The Internet used to be far better. Once upon a time, only Excellent People could even get here. There was a certain expectation when a new person was encountered on the Internet - an expectation of competency. Review sites, online editorials, news blogs, and even analytic collectors were absolutely saturated with Excellent People, well-defended opinions, and reliable data.

Misconceptions During the Golden Years

At the time, there was a prevailing opinion that the Internet would allow fringe politics, science, and art to thrive where it once merely existed. Based on the empirical data, this seemed to be true; the majority of politics, science, and art on the Internet at the time was indeed more fringe [or at least bleeding edge]. In retrospect, this was certainly just an indication of the active online population’s demographics. We can see now that the Internet merely helps propagate the same popular culture *faster*. Fringe ideas have once again been relegated to the metaphorical dark corners.

Also at this time, many online folk bemoaned the fact that there weren’t more people online, perhaps assuming that the next wave of people would be of the same caliber. Many went so far as to wish for “everybody” to be online. Of course, this was absolute folly, a confusion of the cause and the effect. Specifically, the underlying misconception was that the Internet could transform a Mundane into an Excellent Person. The disappointing fact was that the Internet was full of Excellent People merely because only Excellent People liked the Internet. Mundanes who went online remained mundane.
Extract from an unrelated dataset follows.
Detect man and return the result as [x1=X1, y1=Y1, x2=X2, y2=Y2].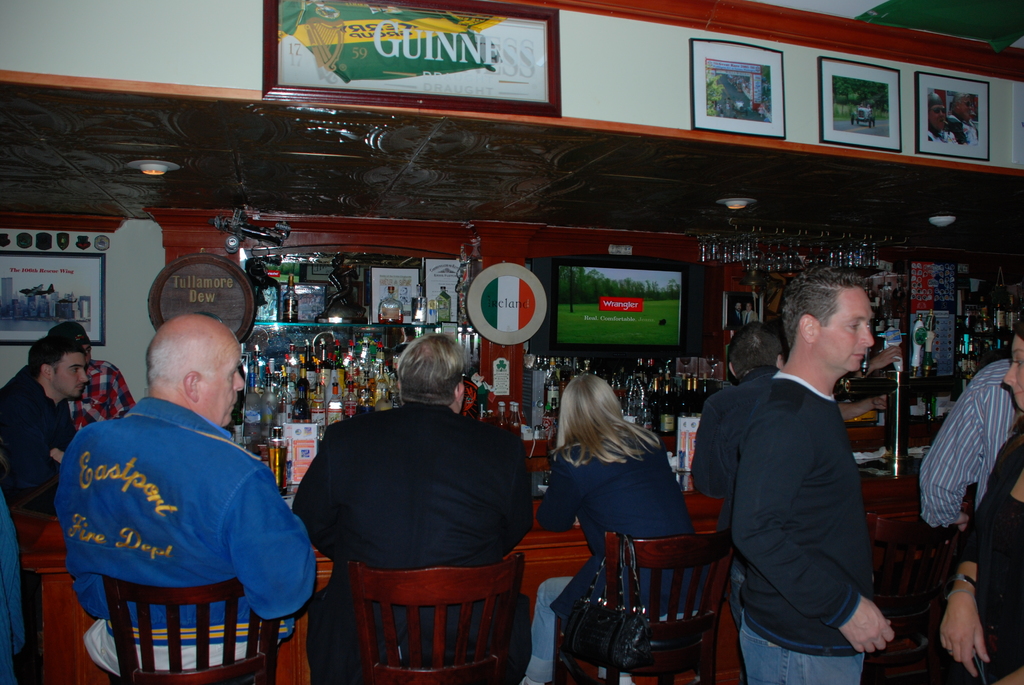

Examples of the Internet’s Downfall

Perhaps the saddest example of the watered down internet is IMDb. The IMDb “Top 250″ was once upon a time one of the finest examples of Internet collaboration. Based on aggregate user reviews from 1-10 (but with certain unlisted statistical transformations to remove outliers), the list was truly a revelation for me. Having always found the “critics” to be unreliable, public opinion to be less reliable, and the “Oscars” (or Golden Globes) to be an absolute sham, I was always at a loss for how to locate a good movie. The Top 250 was absolutely amazing - never had I encountered any kind of cinematic compendium that so accurately predicted quality cinema for me. I didn’t always like the movies personally, but I could always understand why the movie was great. It’s downfall was almost so slow that I didn’t notice it. At first, mediocre sequels would enter the list at ludicrously high rankings, but slowly fall back to earth. I didn’t mind that IMDb would succumb at first to the popular hysteria, as long as each movie stabilized at the proper place. However, I began to notice that the movies were drifting less quickly to a more appropriate location, and in some cases, had completely stabilized at an altogether inappropriate location. The perfect example is “The Dark Knight”. This was a truly excellent movie with top notch acting, a large budget, and even better box office sales. I have absolutely nothing against it. However, it is *Not* the 7th best movie of all time (the current IMDb ranking at the time of this writing). Surely, any movie buff can think of 100 movies that should be higher - Fight Club, Goodfellas, The Usual Suspects, American Beauty, Donnie Darko, and Once Upon a Time in the West just to name a few.

Another sad tale is that of Last.FM. Once upon a time, Last.FM was called Audioscrobbler, and it was just a music statistic aggregation service. There was no radio, there was no CBS - some guy started it as a college project. The Audioscrobbler charts were a thing of beauty. It contain exclusively interesting music, just the kind of thing that I expect from Excellent People. As with the Top 250, I didn’t like all of the music, but each artists was respectable in his own way. The list still has the shine of its old excellence, but it has since been sullied by substandard-clone-fempop like Lady GaGa, the kind of music listened to by Mundanes (and certainly not by Excellent People).

A Similar Phenomenon

The circles in which I run are filled with people who desire the world domination of the PC by GNU/Linux and other open source software, to the exclusion of everything else. I understand their rationale, and in many cases it is a well reasoned desire. However, most advocates of this viewpoint fail to understand to implications of a more ubiquitous GNU/Linux. As with the early Internet, one of the finest things about Linux is the population of people who use it. If more Mundanes used it, many things about it would cease to be as prevailingly “good”. In fact, in an effort to make GNU/Linux more ubiquitous, the userspace has already become watered down. For example, the Gnome Desktop Environment, though admittedly prettier and more usable than ever, has *long* since dropped much of the configurability and power that makes GNU/Linux so attractive to Excellent People.